My Andersen tilt-wash window won't stay up — typical?
It's the most typical Andersen repair there is: worn balancers. $175 per balancer including parts and labor, and the tilt-in function keeps working as designed.
Andersen tilt-wash double-hungs are everywhere in North Carolina, and their signature failure is the balancer: the sash that tilted in for easy cleaning starts sliding shut on its own. Second place goes to sash locks that stop meeting the keeper after the house settles, and third to fogged glass in units from the 90s and 2000s whose seals have simply aged out. Perma-Shield cladding keeps the exteriors looking newer than the hardware inside them.
WowFix is an independent repair company and is not affiliated with, endorsed by, or a service agent of Andersen. Brand names are used to identify the windows we repair.

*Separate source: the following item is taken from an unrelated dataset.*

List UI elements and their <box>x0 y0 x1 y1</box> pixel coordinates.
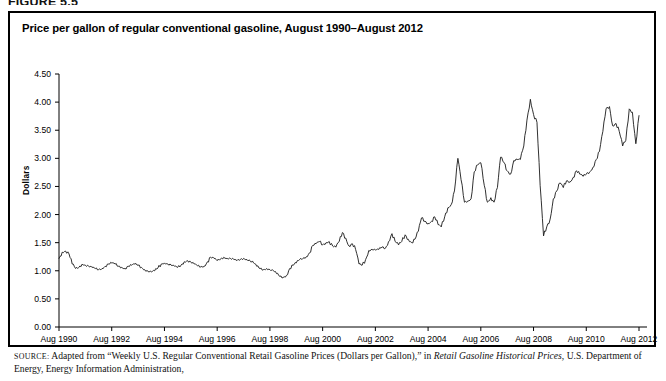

Andersen balancer specs vary by series and sash weight — we read the stamp on the old unit and fit the matching pair, re-tensioned for the actual sash. Locks and keepers are matched by profile, and sealed units are built to Andersen's daylight openings, including the narrow-line glazing on older series. Discontinued doesn't mean unrepairable; it means the part is matched instead of ordered.
| Sash balancer (window won't stay up) | $175 per balancer, parts + labor |
| Window latch / lock | $115, parts + labor |
| Foggy / cloudy double-pane glass (IGU replacement) | from $198 per pane, parts + installation |
| Window weatherstripping (drafts) | $115 per window, minimum 3 windows |
WowFix repairs Andersen windows across all three of our metros — Charlotte, the Raleigh–Durham Triangle and the Greensboro–Winston-Salem Triad — and the towns around them. Same catalog prices everywhere: hardware from $115, sealed glass from $198, written 5-year warranty.
It's the most typical Andersen repair there is: worn balancers. $175 per balancer including parts and labor, and the tilt-in function keeps working as designed.
Yes. Hardware is matched by spec from repair catalogs, and sealed glass is built to size regardless of series. Discontinued affects ordering new sashes, not repairing yours.
Usually — the frames and cladding hold up far better than the moving parts. A $175 balancer or $198 glass unit against $1,000+ per replacement window is easy math across a whole house.